The problem of people not taking prescribed medication is called medication nonadherence. It’s a crisis – even on par with the opioid crisis. After all, it costs the country an estimated $290 billion a year in additional healthcare costs and the loss of 125,000 lives. The only thing that has most proven to significantly help medication adherence is lower drug prices.
How about gadgets to remind you? Not so much. How about certain kinds of packaging that help organize dosing? A little. (Although blister packs may be safer than lose pills). Doctors with special devices to monitor their patients? Not really.
Drug prices anybody? The New York Times writes it like this: “Only one approach has repeatedly been shown to be effective: reducing the cost of medications.”
When you’ve been around this issue for as long as I have, it makes me want to scream “DUH!” I mean come on. Commonwealth Fund surveys for the past 15 years have shown that tens of millions of Americans don’t fill scripts because of cost. But here’s how the academic smart people say “cheap meds save lives”:
“Poor medication adherence produces large downstream health care costs. Thus, policymakers contemplating changes in health policy should take note of our assessment, from 5 consistent studies (moderate-strength evidence), that reducing patients’ out-of-pocket costs improves medication adherence.”

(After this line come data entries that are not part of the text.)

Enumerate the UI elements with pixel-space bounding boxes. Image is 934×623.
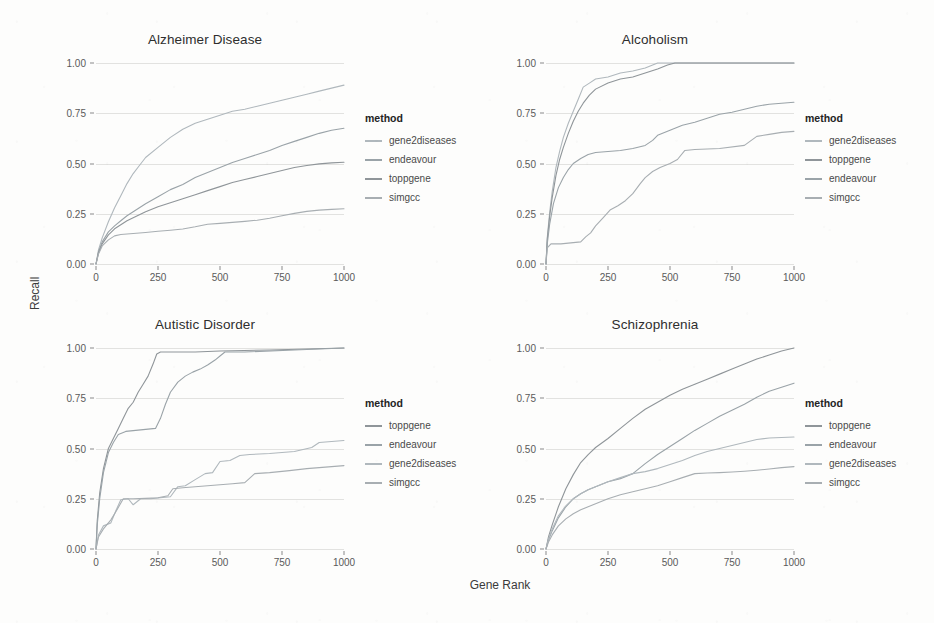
legend-item-gene2diseases[interactable]: gene2diseases [805, 131, 896, 150]
ytick-label: 0.00 [498, 544, 536, 555]
legend-label: endeavour [829, 173, 876, 184]
legend-key-icon [805, 159, 822, 161]
ytick-label: 1.00 [498, 58, 536, 69]
xtick-label: 0 [543, 557, 549, 568]
tickmark-y [90, 348, 94, 349]
tickmark-x [96, 551, 97, 555]
ytick-label: 0.75 [48, 108, 86, 119]
legend-item-endeavour[interactable]: endeavour [365, 150, 456, 169]
tickmark-x [344, 551, 345, 555]
ytick-label: 0.25 [498, 493, 536, 504]
tickmark-y [540, 549, 544, 550]
xtick-label: 0 [93, 557, 99, 568]
ytick-label: 0.00 [48, 259, 86, 270]
legend-item-gene2diseases[interactable]: gene2diseases [365, 454, 456, 473]
legend-item-gene2diseases[interactable]: gene2diseases [805, 454, 896, 473]
tickmark-x [546, 551, 547, 555]
tickmark-x [282, 551, 283, 555]
axis-title-x: Gene Rank [420, 578, 580, 592]
series-line-endeavour [546, 383, 794, 549]
legend-item-simgcc[interactable]: simgcc [805, 473, 896, 492]
legend-title: method [365, 112, 456, 124]
legend-item-endeavour[interactable]: endeavour [365, 435, 456, 454]
xtick-label: 500 [662, 272, 679, 283]
legend-key-icon [365, 482, 382, 484]
legend-item-toppgene[interactable]: toppgene [805, 416, 896, 435]
legend-panel-3: methodtoppgeneendeavourgene2diseasessimg… [805, 397, 896, 492]
legend-panel-1: methodgene2diseasestoppgeneendeavoursimg… [805, 112, 896, 207]
legend-label: toppgene [389, 173, 431, 184]
gridline-y [96, 113, 344, 114]
series-line-simgcc [546, 467, 794, 549]
xtick-label: 500 [212, 272, 229, 283]
ytick-label: 0.75 [48, 393, 86, 404]
series-line-endeavour [96, 128, 344, 264]
legend-key-icon [365, 444, 382, 446]
xtick-label: 750 [724, 557, 741, 568]
legend-label: endeavour [389, 439, 436, 450]
legend-item-simgcc[interactable]: simgcc [365, 188, 456, 207]
tickmark-x [158, 551, 159, 555]
legend-key-icon [365, 463, 382, 465]
tickmark-y [540, 113, 544, 114]
gridline-y [546, 264, 794, 265]
series-line-simgcc [96, 466, 344, 549]
panel-title-3: Schizophrenia [490, 317, 820, 332]
tickmark-x [794, 266, 795, 270]
gridline-y [546, 113, 794, 114]
legend-item-toppgene[interactable]: toppgene [365, 169, 456, 188]
gridline-y [96, 214, 344, 215]
ytick-label: 1.00 [48, 343, 86, 354]
xtick-label: 1000 [333, 272, 355, 283]
legend-item-simgcc[interactable]: simgcc [365, 473, 456, 492]
axis-title-y: Recall [28, 277, 42, 310]
curves-panel-0 [0, 0, 934, 623]
curves-panel-1 [0, 0, 934, 623]
xtick-label: 0 [93, 272, 99, 283]
legend-label: toppgene [389, 420, 431, 431]
ytick-label: 0.50 [498, 158, 536, 169]
legend-item-gene2diseases[interactable]: gene2diseases [365, 131, 456, 150]
ytick-label: 1.00 [48, 58, 86, 69]
gridline-y [96, 348, 344, 349]
legend-item-endeavour[interactable]: endeavour [805, 169, 896, 188]
ytick-label: 0.00 [48, 544, 86, 555]
tickmark-y [90, 63, 94, 64]
ytick-label: 1.00 [498, 343, 536, 354]
legend-key-icon [365, 178, 382, 180]
tickmark-y [90, 264, 94, 265]
tickmark-y [540, 398, 544, 399]
legend-item-simgcc[interactable]: simgcc [805, 188, 896, 207]
legend-item-toppgene[interactable]: toppgene [365, 416, 456, 435]
xtick-label: 250 [150, 557, 167, 568]
legend-label: simgcc [389, 477, 420, 488]
legend-title: method [805, 112, 896, 124]
gridline-y [546, 63, 794, 64]
legend-key-icon [805, 425, 822, 427]
gridline-y [96, 549, 344, 550]
legend-key-icon [805, 178, 822, 180]
curves-panel-3 [0, 0, 934, 623]
legend-key-icon [805, 444, 822, 446]
legend-label: gene2diseases [389, 458, 456, 469]
xtick-label: 0 [543, 272, 549, 283]
tickmark-x [220, 266, 221, 270]
gridline-y [96, 164, 344, 165]
tickmark-x [732, 551, 733, 555]
gridline-y [96, 499, 344, 500]
ytick-label: 0.50 [48, 443, 86, 454]
tickmark-x [608, 266, 609, 270]
tickmark-x [220, 551, 221, 555]
legend-label: simgcc [829, 192, 860, 203]
xtick-label: 1000 [783, 557, 805, 568]
legend-label: gene2diseases [829, 135, 896, 146]
tickmark-y [90, 113, 94, 114]
tickmark-y [540, 264, 544, 265]
legend-key-icon [805, 482, 822, 484]
legend-item-endeavour[interactable]: endeavour [805, 435, 896, 454]
legend-key-icon [805, 140, 822, 142]
xtick-label: 1000 [783, 272, 805, 283]
gridline-y [546, 449, 794, 450]
legend-item-toppgene[interactable]: toppgene [805, 150, 896, 169]
legend-key-icon [805, 197, 822, 199]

That’s from the Annals of Internal Medicine – a very sophisticated journal. Even the citation is sophisticated:
Meera Viswanathan, Carol E. Golin, Christine D. Jones, Mahima Ashok, Susan J. Blalock, Roberta C.M. Wines, et al. Interventions to Improve Adherence to Self-administered Medications for Chronic Diseases in the United States: A Systematic Review. Ann Intern Med. 2012;157:785–795. doi: 10.7326/0003-4819-157-11-201212040-00538.
Well, Canadian pharmacies and other international pharmacies help reduce Americans patients’ costs, so they must be saving lives and healthcare dollars. What about medication safety and quality? The FDA says that it can’t know for sure about medicines purchased online, internationally. That’s true because it’s beyond their current regulatory scope. However, it’s far from academic to strongly state that there is zero evidence to show or much to indicate at all that taking medications procured from licensed pharmacies, ones verified by PharmacyChecker, outside the U.S. – including foreign versions of FDA-approved drugs –are any less effective than getting them domestically. Evidence strongly suggests that the safest international online pharmacies are just as safe as the ones in the U.S.
Moreover, the sureness of the FDA is not what’s important when it comes to a free person’s decision to take or not take a medication based on cost. If millions of people decide that the medication costs in Canada are the threshold at which they will buy an essential medication, then those lower-cost pharmacies in Canada are helping alleviate our immediate medication adherence problem of high drug prices.
Or no—maybe Americans should spend their last dollars on the much more expensive U.S. medication because those are the ones that he FDA ensures are safe and effective. But millions simply won’t buy them at the highest prices. Look at the data.